0.25 CIP Points
Updated General Insurance Code and CPS 230: The new test for insurers
By Anna Lopata - ANZIIF Senior writer For years, regulation focused on what insurers should do. In 2026, attention is increasingly turning to whether insurers can consistently deliver those commitments when customers need them most. A regulatory shift in focus...
29 Jun 2026
2 mins read

Summary
• The draft General Insurance Code would make many insurer commitments contractually enforceable for the first time.
• New Code proposals strengthen obligations relating to vulnerability, family violence and claims handling.
• CPS 230 requires insurers to strengthen operational resilience, business continuity and oversight of service providers.
• Together, the reforms point to a growing focus on whether insurers can deliver customer commitments in practice.
• Insurers may increasingly need to align customer, claims, risk and operational functions rather than manage them separately.

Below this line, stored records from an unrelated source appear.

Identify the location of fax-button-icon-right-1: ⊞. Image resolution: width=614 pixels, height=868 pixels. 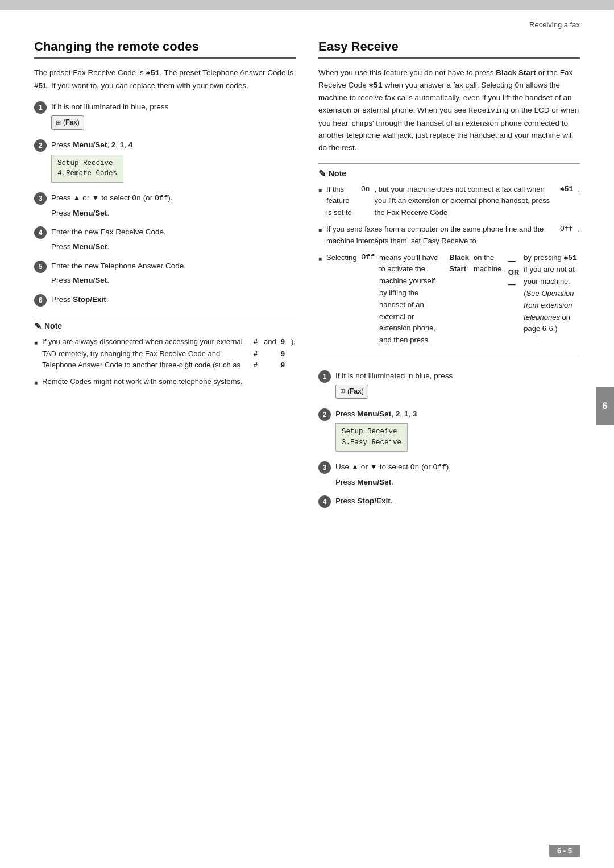
(342, 391).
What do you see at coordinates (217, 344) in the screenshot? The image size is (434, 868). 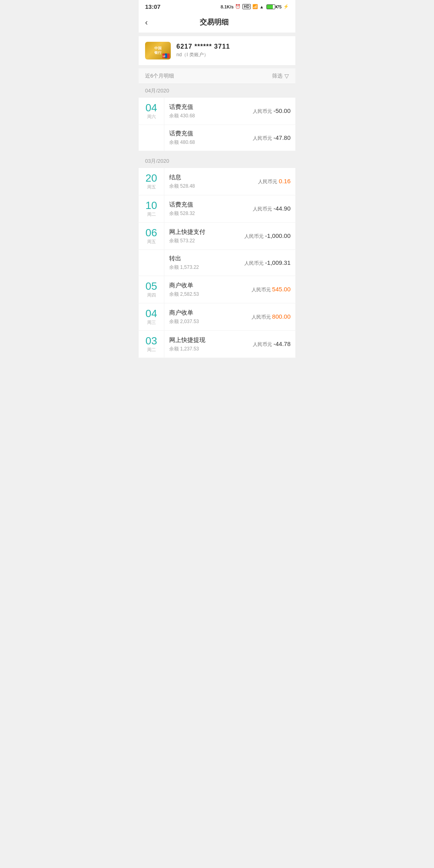 I see `table-row: 03 周二 网上快捷提现 余额 1,237.53 人民币元 -44.78` at bounding box center [217, 344].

By Anna Lopata – ANZIIF Senior writer
For years, regulation focused on what insurers should do. In 2026, attention is increasingly turning to whether insurers can consistently deliver those commitments when customers need them most.

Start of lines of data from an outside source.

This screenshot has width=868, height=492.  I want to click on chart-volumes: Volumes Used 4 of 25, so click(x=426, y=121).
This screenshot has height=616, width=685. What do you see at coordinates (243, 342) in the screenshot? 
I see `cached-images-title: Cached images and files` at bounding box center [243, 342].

A regulatory shift in focus
Australian insurance regulation has spent much of the past decade focused on conduct, disclosure and customer outcomes.
The draft General Insurance Code of Practice continues that trajectory. The proposed reforms strengthen expectations around claims handling, vulnerability, family violence and customer care.
At the same time, APRA’s CPS 230 Operational Risk Management standard asks a different but related question: what happens if systems fail, a catastrophe strikes, a cyber incident occurs or a critical service provider is disrupted?